Well except Logo which was all about making art "things."
And from my experience , with a REPL , making things is easier and faster.
And in languages without a REPL , the barrier to explain something is bigger(you have to write a lot of cruft code) , so it might make more sense to build something rather than showing language features.
Anyway, I personally learned much from my early exposure to Pascal (after having learned BASIC as first language), which was designed as a teaching language that doesn't meet any of those requirements.
Also an observation I have made is that a lot of people who give advice on how to learn programming didn't learn programming the way they recommend. Well, at least not the programmers I know -- which may or may not be representative of larger populations.
For instance, I learned ver low level languages early; after basic I learned Z80 and x86 assembler and I regularly wrote whole sections of programs in inline assembly (well, hexadecimal op codes) when i learned Pascal later. I understood things like pointers, registers, stacks and clock cycles.

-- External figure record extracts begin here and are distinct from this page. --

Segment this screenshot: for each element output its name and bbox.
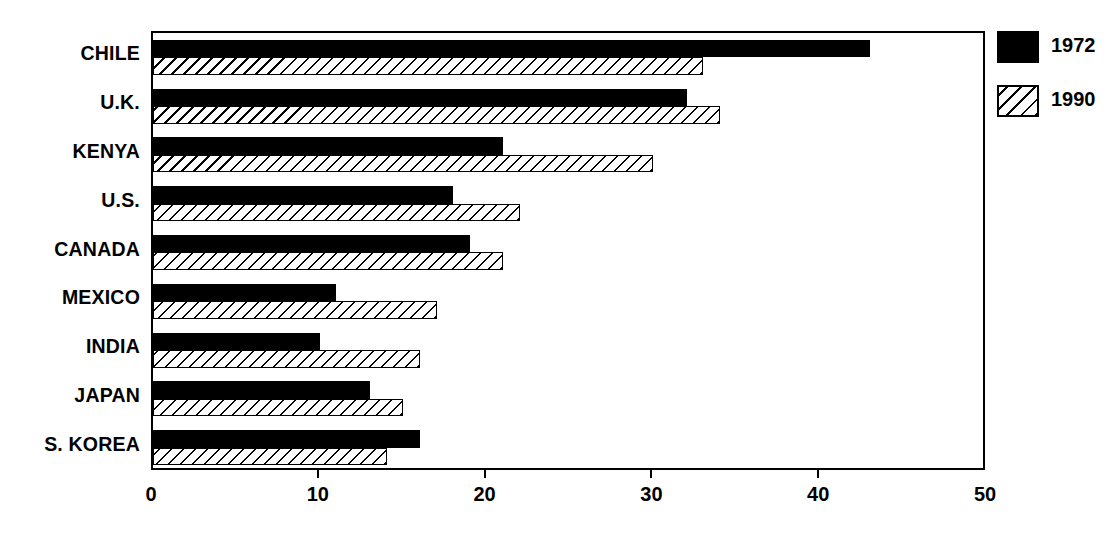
x-tick-mark-20 — [484, 470, 486, 478]
x-tick-label-0: 0 — [121, 483, 181, 506]
x-tick-mark-30 — [650, 470, 652, 478]
x-tick-mark-10 — [317, 470, 319, 478]
x-tick-label-50: 50 — [955, 483, 1015, 506]
legend-item-1972: 1972 — [997, 31, 1117, 85]
chart-legend: 19721990 — [997, 31, 1117, 139]
legend-item-1990: 1990 — [997, 85, 1117, 139]
y-tick-label-chile: CHILE — [0, 42, 140, 65]
y-tick-label-india: INDIA — [0, 335, 140, 358]
x-tick-mark-40 — [817, 470, 819, 478]
legend-label-1972: 1972 — [1051, 34, 1096, 57]
y-tick-label-canada: CANADA — [0, 238, 140, 261]
y-tick-label-s-korea: S. KOREA — [0, 433, 140, 456]
y-tick-label-kenya: KENYA — [0, 140, 140, 163]
y-tick-label-japan: JAPAN — [0, 384, 140, 407]
y-tick-label-u-s-: U.S. — [0, 189, 140, 212]
solid-black-swatch — [997, 31, 1039, 63]
y-tick-label-u-k-: U.K. — [0, 91, 140, 114]
x-tick-label-40: 40 — [788, 483, 848, 506]
x-tick-label-30: 30 — [621, 483, 681, 506]
y-axis-category-labels: CHILEU.K.KENYAU.S.CANADAMEXICOINDIAJAPAN… — [0, 31, 1117, 470]
y-tick-label-mexico: MEXICO — [0, 286, 140, 309]
x-tick-label-10: 10 — [288, 483, 348, 506]
legend-label-1990: 1990 — [1051, 88, 1096, 111]
hatched-swatch — [997, 85, 1039, 117]
x-tick-label-20: 20 — [455, 483, 515, 506]
bar-chart: CHILEU.K.KENYAU.S.CANADAMEXICOINDIAJAPAN… — [0, 0, 1117, 542]
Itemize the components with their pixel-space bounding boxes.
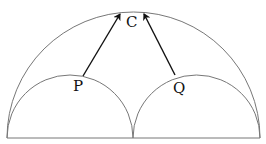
label-q: Q — [173, 79, 185, 97]
arrow-q-to-c — [144, 14, 175, 75]
right-semicircle — [133, 75, 260, 138]
label-c: C — [126, 13, 137, 31]
label-p: P — [73, 77, 83, 95]
arrow-p-to-c — [83, 14, 120, 76]
semicircle-diagram: C P Q — [0, 0, 266, 144]
left-semicircle — [7, 75, 133, 138]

Today most people (including me) will say that people should focus on higher level languags first. To spend more time focusing on very basic language concepts and develop an understanding of algorithms and structure. But during job interviews I've come across candidates that make me doubt this. It is quite common to come across people who can't, say, do a back-of-the-envelope calculation of how much memory a given data structure will consume for N elements of average size M. One candidate even said that he believed that an object reference in Java was "about one byte long". (And yes, I did ask how many bits in case he confused it with "word length").
(Of course, with "high level" I am not suggesting that you should start introducing closures, type inference and various scoping types the first week. People need a bit of background to find those concepts meaningful)
I'd say both of these meet his criteria. But neither of them got me hooked. It wasn't until I started on Perl to help a friend parse chat logs that I really started getting into programming.
Kinda suprised to see a random blog post by me end up on Hacker News. If I had known I would have made more of an effort :-)
> It has to be a "real" language. As in: a language that is actually used by a significant number of people in paid jobs.
Either way, as first languages go, they're not bad, as they let you get those immediate results. There's pretty minimal fluff. (I think. To be honest, I couldn't write anything in either of them, anymore.)
I suppose you could call them oddball, though.
one of the languages I specifically was thinking of as a bit annoying is Java. before you are good to go, you need to set up the JVM, sort out your classpath ("help! what's a classpath!?"). then, when you are ready to program you instantly have to think in terms of classes and you are thrust head first into what "static" means etc. and dear god what a bucketload of frustration you are in for if you ask for advice and end up trying to make heads or tails or Eclipse or, god forbid, Maven.